University Leadership Council


The very first thing I wrote about this event–which I stopped myself from posting because I thought I should be polite to the board, give them the benefit of the doubt, etc.–was this:

I see no reason to believe that the dominant trustees are anything other than the kind of drooling zombies whose impaired perceptions of the actual world, colored by a left-of-center conscience, prompt them to nod along with Tom Friedman books and go: “Why, yes, the actual future is the same as futuristic scenarios! Since obviously we can’t shape the future, we have to adapt to the futuristic scenarios! And that will make things better! Better! BETTER!” [CLAP! CLAP! CLAP! CLAP! CLAP!]

It turns out I was right. According to this post , Toni “Antioch Cornell” Murdock has said:

I believe Antioch is positioned to be a player in the new world described by Thomas Friedman in his recent book The World Is Flat.

She is so ignorant of the actual workings of the world that she buys a piece of big business puffery like that. She is in charge of the fortunes of a College that should be leading the world in fighting economic colonization but that has instead been kicked to the curb. They gave someone that intellectually naive so much power over a place of “higher education.”

Antioch must be cursed . . .

The Yellow Springs News just published a quietly devastating article on the consultants who provided the legal cushion for the University Leadership Council’s decision to ramrod the plan to close Antioch through the board of trustees.

The article says:

  • The board only paid these people $3,000—about half of what I would expect to pay a consultant to help me choose which toilet tissue color gives the best feng shui. That at least helps explain all the grammatical mistakes in the resulting report.
  • The consultants visited Yellow Springs for only one day.
  • The consultants had never written this kind of report before.
  • The consultants are perfectly willing to acknowledge the report was tailored to suit the biases of the ULC.
  • The nimnulls in charge of the University didn’t think anybody would care if they just, you know, shut down a prominent 150-year-old college.

I can’t wrap my mind around such monumental idiocy.

Let me be clear: I came out strongly against the Renewal Plan from the moment it was announced. I wrote then and still think that it was derivative and self-evidently too expensive to implement. And I have all kinds of fantasies for what a better Antioch would be like and a deep contempt for virtually every leader the College has had from the second half of the Dixon era on. (Yes, Bob Devine groupies, that includes He Who Must Not Be Criticized. Why you people want to spare him is beyond me.)

But I feel obliged to put all of this aside and to bite my tongue constantly on the discussion lists because my uppermost conviction is that the finance committee of the board of trustees and the ULC have committed a crime against American labor and against American education.

I can’t decide if the crime was more the result of malevolence than slobbering stupidity, but it was a crime.

In this smart-as-a-shoulder-pad article, which contains perhaps the most ridiculous attempt at euphemism I’ve ever seen (“Such references have been . . . open to misconception at best”), University chancellor Toni Murdock makes happy about a tenure-free faculty.

The message is the same as the one signaled by the College’s closing–a message so obvious even the various lipids clotting the Antioch faculty bloodstream got it: “No one will get tenure at Antioch Rolling Meadows Estates College.”

There’s nothing surprising about that information, but it is stunning that the chancellor’s first public statement after the reunion and all the resulting press coverage is just a defense of the University and its policy of not granting tenure–rather than, say, an open letter addressing alumni grievances.

Things like that make me doubt it’ll be possible to save the College. These people really don’t give a shit about anyone they don’t have dinner with.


TRY IT: Only the lines from the one holding "Describe the element" to the end of the data should be echoed, exactly as they appear, minus the pictures.

--- RECORDS SUPPLIED ---

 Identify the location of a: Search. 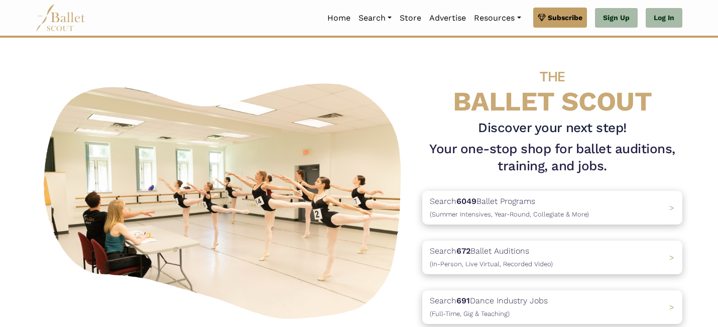
(375, 18).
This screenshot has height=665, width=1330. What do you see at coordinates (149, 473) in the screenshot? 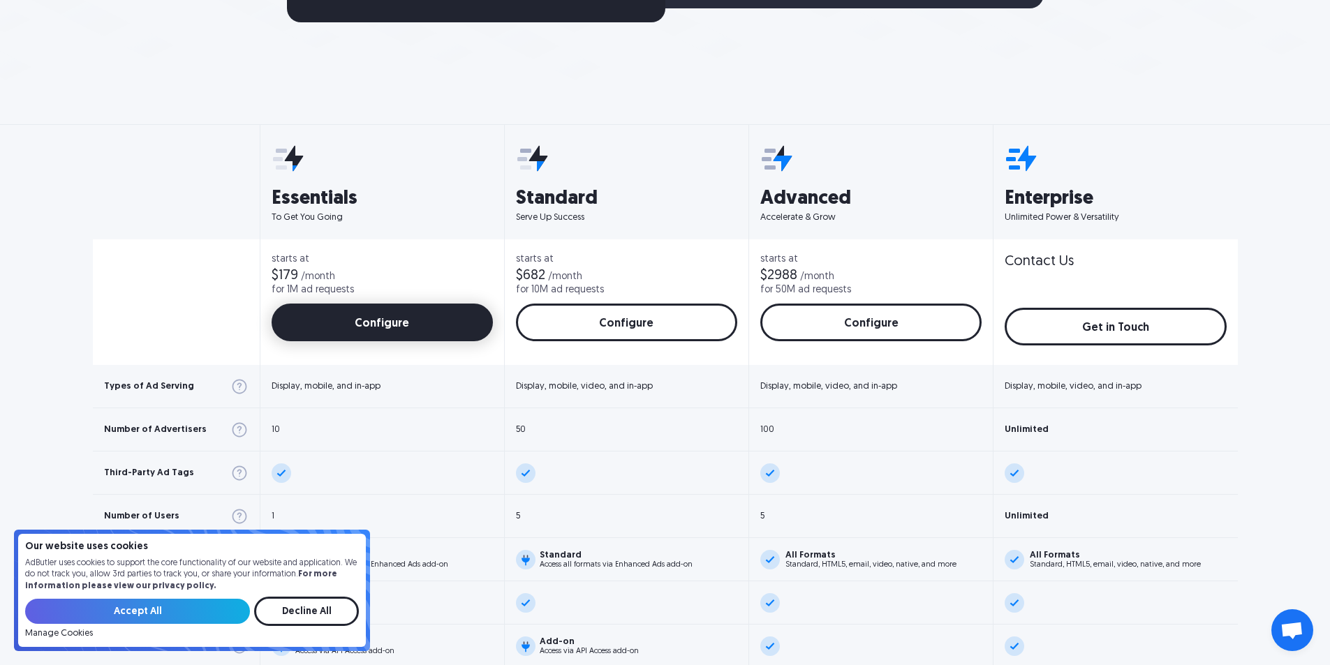
I see `div: Third-Party Ad Tags` at bounding box center [149, 473].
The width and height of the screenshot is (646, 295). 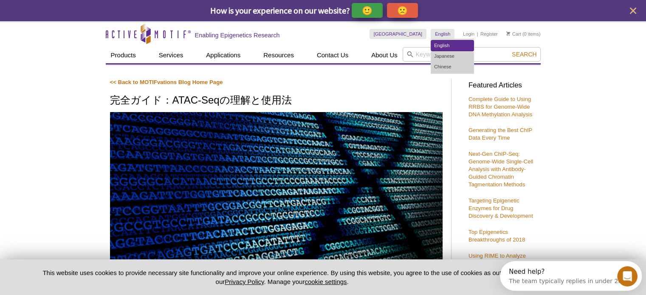 I want to click on a: About Us, so click(x=384, y=55).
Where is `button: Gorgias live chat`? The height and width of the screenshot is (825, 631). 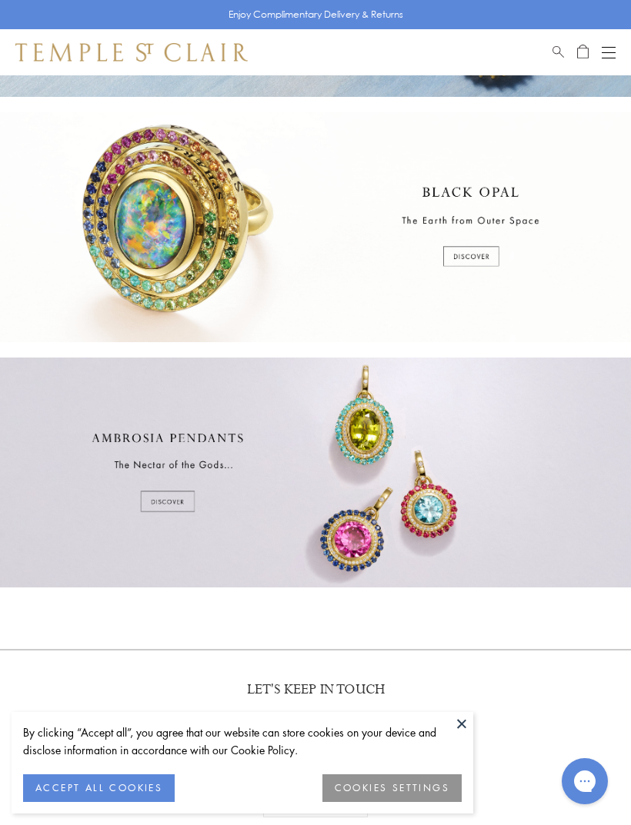
button: Gorgias live chat is located at coordinates (31, 28).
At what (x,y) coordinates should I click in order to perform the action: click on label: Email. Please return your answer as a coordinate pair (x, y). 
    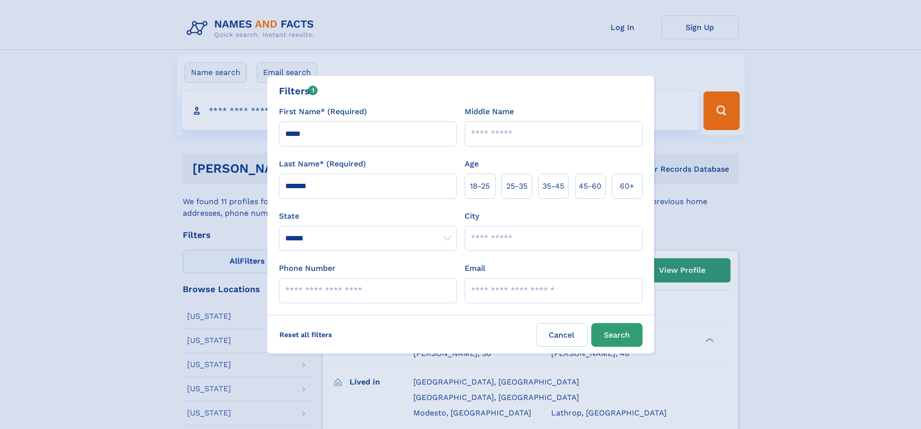
    Looking at the image, I should click on (475, 268).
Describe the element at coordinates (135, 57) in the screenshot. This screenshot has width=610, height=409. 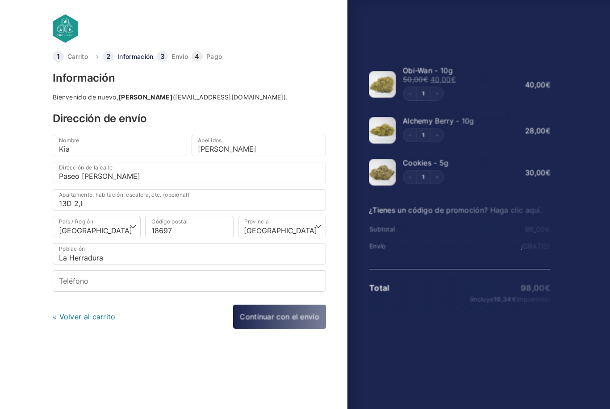
I see `a: Información` at that location.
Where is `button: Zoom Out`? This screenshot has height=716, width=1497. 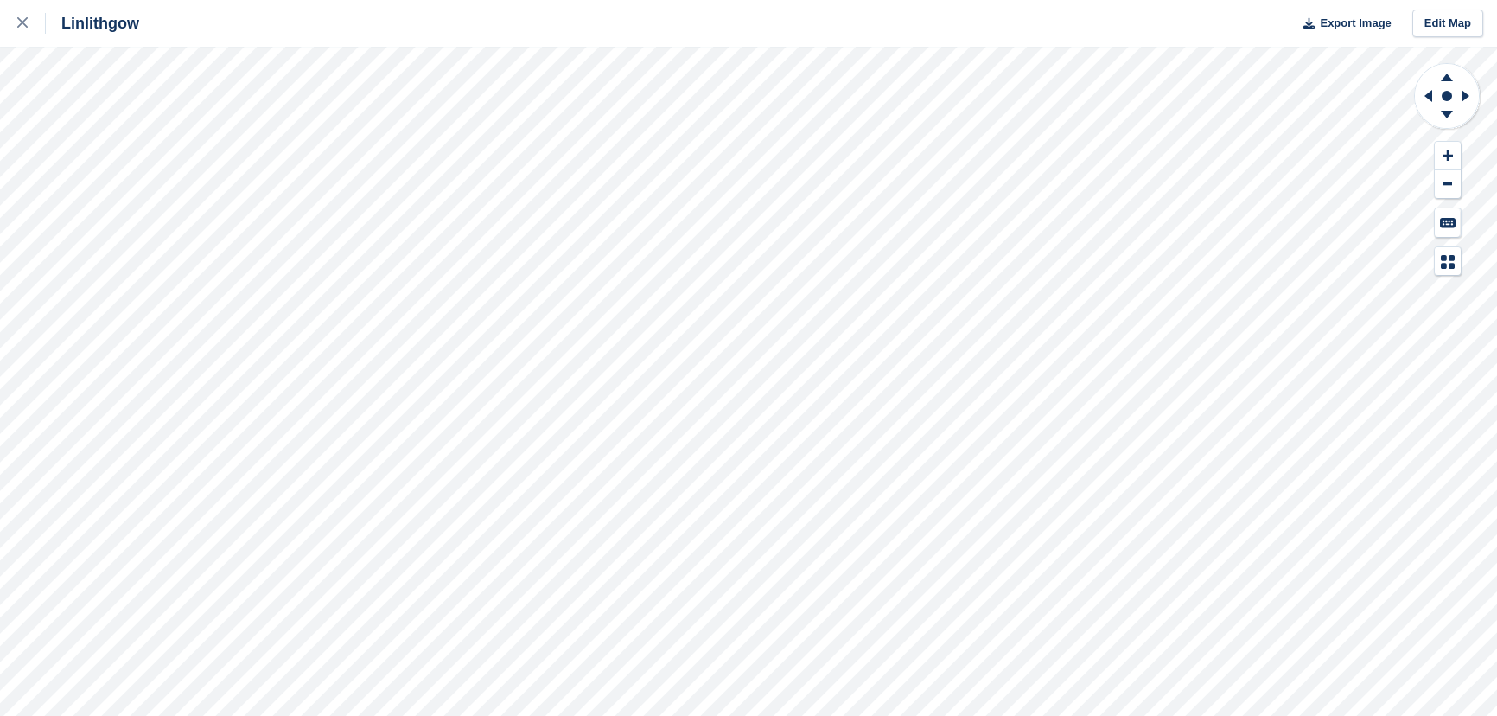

---

ANSWER BOX:
Describe the element at coordinates (135, 57) in the screenshot. This screenshot has width=610, height=409. 
I see `a: Información` at that location.
Where is `button: Zoom Out`? This screenshot has height=716, width=1497. 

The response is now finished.